Collected data entries:
%%
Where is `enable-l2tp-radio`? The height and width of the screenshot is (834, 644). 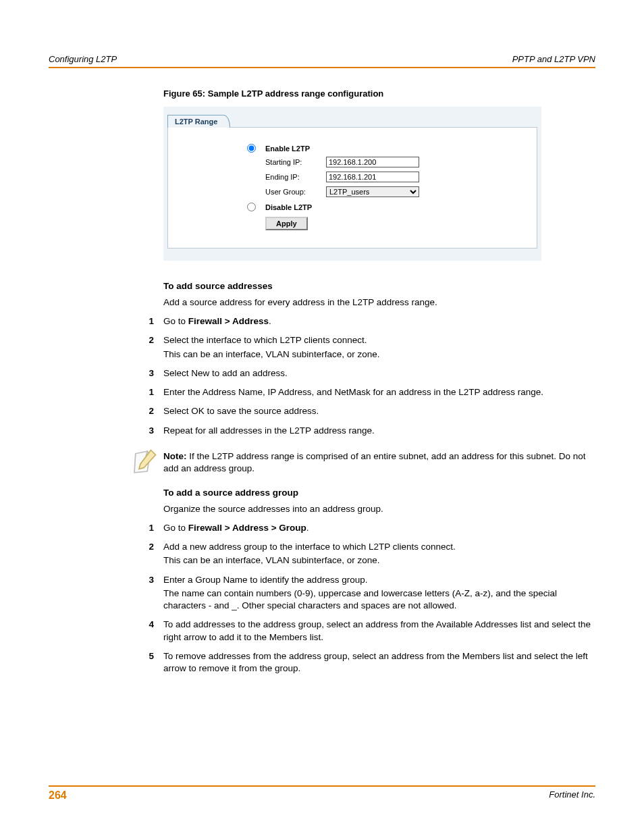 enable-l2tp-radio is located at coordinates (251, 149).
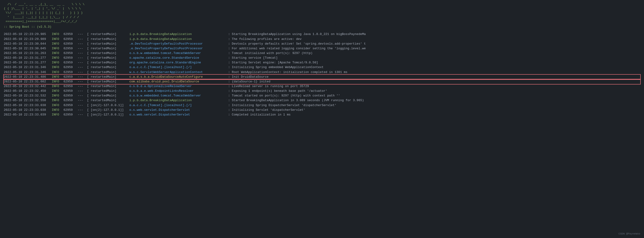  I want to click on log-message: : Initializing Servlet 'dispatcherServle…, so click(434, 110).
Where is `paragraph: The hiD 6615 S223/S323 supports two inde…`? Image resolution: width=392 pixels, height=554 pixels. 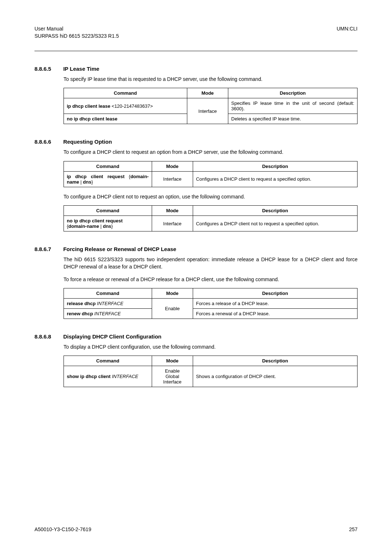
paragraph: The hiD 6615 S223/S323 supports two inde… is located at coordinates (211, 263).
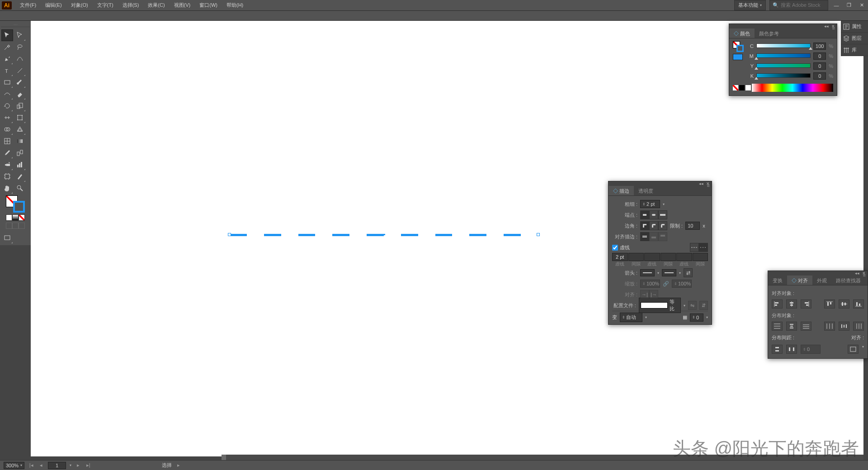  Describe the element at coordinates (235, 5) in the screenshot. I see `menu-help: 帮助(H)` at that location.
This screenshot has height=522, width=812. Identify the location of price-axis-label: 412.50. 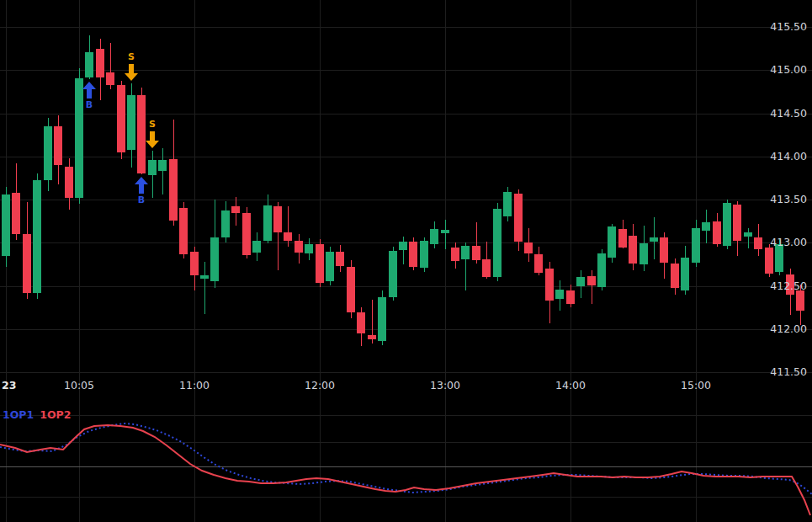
%%
What to do:
From the line containing "pixels, height=554 pixels." to the end of the data above, give those lines again verbatim, with both endpoints included and no images.

Written response:
Where is `paragraph: The hiD 6615 S223/S323 supports two inde…`? Image resolution: width=392 pixels, height=554 pixels. 
paragraph: The hiD 6615 S223/S323 supports two inde… is located at coordinates (211, 263).
  Describe the element at coordinates (235, 5) in the screenshot. I see `menu-help: 帮助(H)` at that location.
This screenshot has height=522, width=812. Identify the location of price-axis-label: 412.50. 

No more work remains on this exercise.